Venezuela – its own kind of El Dorado – will pay a heavy price once Mr. Maduro has drained it dry. Already, it faces escalating violence that has brought it to the brink of civil war. In just the past few weeks, 124 protestors have died. Opposition figures have been persecuted, dismissed, kidnapped, imprisoned and tortured in police stations and jails. Adding insult to injury, an electoral farce recently handed Mr. Maduro a deconstituent assembly with the power to dismantle the country's fragile institutional balance.

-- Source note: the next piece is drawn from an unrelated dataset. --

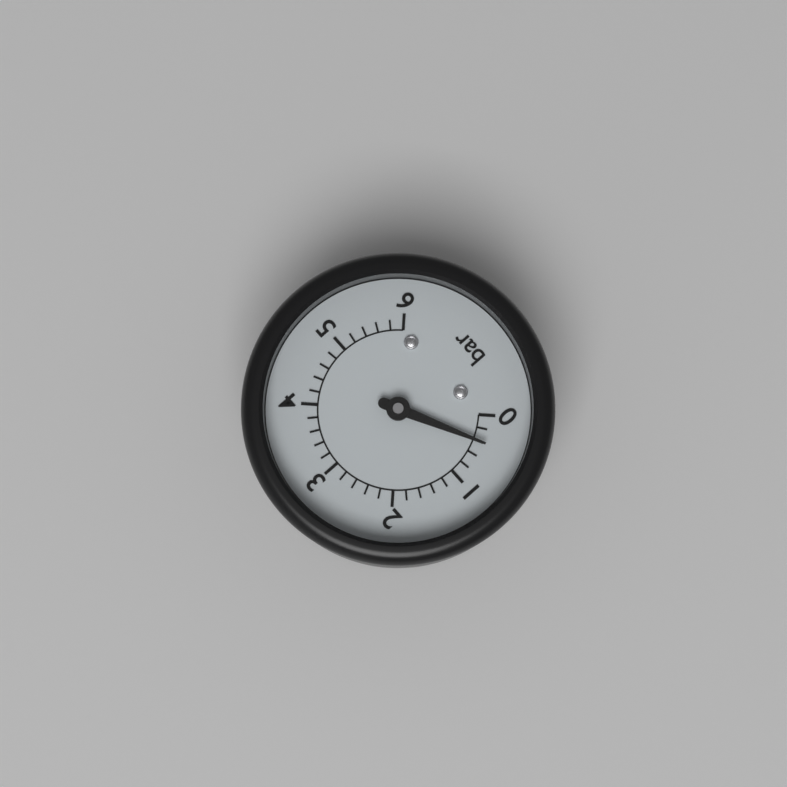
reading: 0.4 bar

In the face of this disaster, the international community has at least two reasons to take an interest in Venezuela's plight. The first is the "responsibility to protect," as spelled out in the Charter of the United Nations. UN member states should uphold this principle by sending a strong signal to Mr. Maduro's government to end the current violence.

To that end, the Security Council needs to muster the courage to issue a clear statement of condemnation against the regime. Venezuelan opposition leaders who still enjoy freedom of movement in Paris, Madrid and Washington should be extended official welcomes. French, Spanish and American foreign ministries should express their solidarity with the Venezuelan legislature, which Mr. Maduro's coup by constituent assembly threatens to dissolve. And, of course, the toothless warnings from the South American trading bloc, Mercosur, and U.S. President Donald Trump's timid sabre-rattling should be replaced with stronger economic and financial sanctions.

Second, the situation in Venezuela should concern all countries that have an interest in the fight against terrorism and the money-laundering networks that finance it. After all, what purpose was served by the "Bolivarian alliance" between Mr. Chavez and former Iranian president Mahmoud Ahmadinejad? And where have the members of the Revolutionary Armed Forces (FARC) of Colombia gone? Just before his death, the FARC leader Ivan Rios told me that many FARC militants had been sent "on a mission" to the country of "21st-century socialism."

More recently, certain leaders of the anti-Chavista opposition – now exiled to the wilderness, for the time being – have alleged that Mr. Maduro's regime has deep ties to North Korea, Bashar al-Assad's regime in Syria and the freelancing militant group Hezbollah. Should we put stock in these claims?

These are all questions that must be asked – and answered. We know from past experience that no act is too depraved for a desperate regime. At a minimum, Venezuela's slow-motion coup d'état warrants commissions of inquiry in the spirit of the Russell international war crimes tribunal, and greater interest from the Western media – not the embarrassed silence with which the international community has responded so far.